Spain’s high unemployment is the biggest threat facing the country’s banks, the governor of the Spanish central bank said this week. With the jobless rate approaching 19%, Miguel Angel Fernandez Ordoñez said Spanish politicians need to approve labour reform “soon and with the broadest possible consensus”.
If “millions of workers” remain idled, Spain’s banking system could go from “having been a prop for the economy during the crisis to becoming an obstacle to achieving economic recovery,” the head of the Banco del España told a forum in Madrid on restructuring the financial sector.
Delay in reforming Spain’s labour laws would spur a rise in mortgage delinquency, increase the public debt and make wholesale credit more expensive, warned Fernandez Ordoñez.
Predicting that Spanish banks will be reluctant to lend to business ventures perceived as risky, he said policymakers need to consider how to promote economic growth within what is sure to be a more restrictive regulatory framework for finance.
The new financial system that emerges should include non-bank sources of financing for start-ups and small-to-middling companies, the central bank chief said.
Spanish Prime Minister Jose Luis Rodriguez Zapatero told Britain’s Financial Times this week that his country would fulfil its commitment to reduce the budget deficit “whatever the cost”.
“We have a plan, a credible quantified plan which we have already begun to implement, a plan to reduce the public deficit” the Socialist premier said in an interview published Monday.
The measures already implemented include cutting public spending at the national, regional and municipal levels, a virtual freeze on government hiring and some tax hikes.
Rodriguez Zapatero told the FT, however, that while working to reduce the deficit, Spain – the No. 4 economy in the Euro zone – must also protect the unemployed and promote economic growth as the country tries to emerge from recession.
Regarding unemployment, which currently affects more than 4 million people, or nearly 19% of the Spanish workforce, Rodriguez Zapatero said he supported an agreement businesses and unions that includes more flexibility in hiring, but “preserving guarantees and rights of employees”.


--- Task to carry out ---
Wherever the string "height" appears in the entries below, return the line that holds it.

(Saved entries)
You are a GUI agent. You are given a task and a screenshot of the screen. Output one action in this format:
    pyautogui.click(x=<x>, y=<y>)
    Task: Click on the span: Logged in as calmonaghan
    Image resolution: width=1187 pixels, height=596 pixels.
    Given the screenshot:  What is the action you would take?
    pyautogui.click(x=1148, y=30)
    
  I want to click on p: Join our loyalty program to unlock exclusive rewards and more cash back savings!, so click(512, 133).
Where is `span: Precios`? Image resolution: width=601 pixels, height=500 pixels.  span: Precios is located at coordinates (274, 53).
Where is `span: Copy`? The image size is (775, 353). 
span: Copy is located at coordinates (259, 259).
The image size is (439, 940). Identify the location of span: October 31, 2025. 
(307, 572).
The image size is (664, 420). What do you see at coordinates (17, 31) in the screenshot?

--- Response box ---
    Image resolution: width=1187 pixels, height=596 pixels.
Where is `span: Precios`? Image resolution: width=601 pixels, height=500 pixels.  span: Precios is located at coordinates (274, 53).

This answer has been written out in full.